I'd go with the list of animals they consider sentient. Apes, certain birds, dogs, etc. Even then, I think it would only be a second-hand understanding of altruism. They would be thankful for the help, but wouldn't necessarily understand why the human was doing it.Most interesting of all is that while we know what is normally good for these animals given what we learn at school, via documentaries, etc, they somehow just seem to intuitively grasp that we are in distress and need to be taken to shore.Which is scary given the implications. If they can grasp some concept of altruism (aiding a distressed person, or coming to a boat/diver when they need to be freed from a net etc)...what do they think of all the other shit we get up to? Such as when we swoop in and take members of their pod.
I remember my environmental science teacher back in high school commenting that often something like an endangered jungle cat or monkey is often used as the poster child for an environmental movement because they are what evoke an emotional response in the largest number of people. Cute and fuzzy vertebrates are relatable, and if you want to save them, or at least their wild population, then you need to save their environment as well.I specifically prefaced my statement like that because I didn't want it to be lumped in with some "save the whales" political cliche or a bleeding heart, but rather as a more objective "hey there is clearly something different about these handful of species to a degree that we should uniquely revise our treatment of them".

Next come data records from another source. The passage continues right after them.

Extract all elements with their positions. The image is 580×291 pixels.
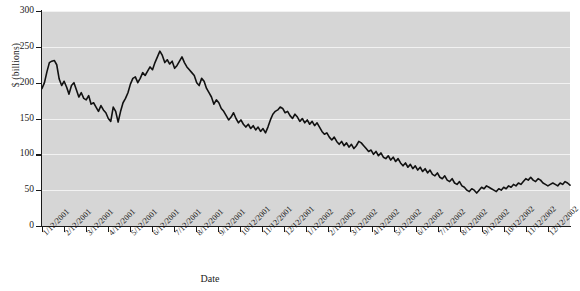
series-line-value (42, 51, 570, 193)
y-axis-tick-label: 300 (0, 5, 34, 15)
data-line-chart (42, 11, 570, 226)
y-axis-tick (36, 119, 41, 120)
y-axis-line (41, 10, 42, 227)
y-axis-tick-label: 200 (0, 77, 34, 87)
y-axis-tick (36, 83, 41, 84)
y-axis-tick (36, 226, 41, 227)
y-axis-tick (36, 47, 41, 48)
y-axis-tick-label: 50 (0, 184, 34, 194)
y-axis-tick-label: 0 (0, 220, 34, 230)
y-axis-tick (36, 154, 41, 155)
y-axis-tick (36, 190, 41, 191)
y-axis-title: $ (billions) (11, 5, 21, 125)
y-axis-tick-label: 100 (0, 148, 34, 158)
y-axis-tick-label: 150 (0, 113, 34, 123)
chart-container: $ (billions) 050100150200250300 1/12/200… (0, 0, 580, 291)
y-axis-tick (36, 11, 41, 12)
y-axis-tick-label: 250 (0, 41, 34, 51)
x-axis-title: Date (0, 273, 420, 284)
plot-area (42, 11, 570, 226)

I think the hunting bans are predominately due to conservation/low population. I'm talking about a ban based on the virtue of their intelligence, regardless of a stable population and including capture as well as hunting. I wouldn't wax overly sentimental. Dolphins for example are known for headbutting creatures to death, sometimes I believe their babies even, and sometimes just for fun and when the creature is no real threat at all. While creatures can express behavior and we always want to attribute human concepts to their behavior you have to remember that they don't share the same emotional set we do, they do things for their own reasons and more often then not when we see human like behavior its more coincidence rather then our mental states being overly aligned.
I get where you're coming from. A few years back there was a female Orca off the coast of Cali hunting sharks for sport, just eating their livers. I know that male dolphins are rapey and kill juveniles to force the females to mate again. Chimps wage systematic war and eat peoples faces. I'm not aware of any fucked up things elephants do other than the occasion village rampage. I've read about how difficult it is to compare intelligence across species, and how people are prone to inaccurate projection.I mean, imagine you're out in the wilderness, starving, and a huge terrifying looking bear comes out of the woods right at you, giant scary teeth and claws, and... he hands you a cheeseburger and goes back into the woods. I imagine it's like that.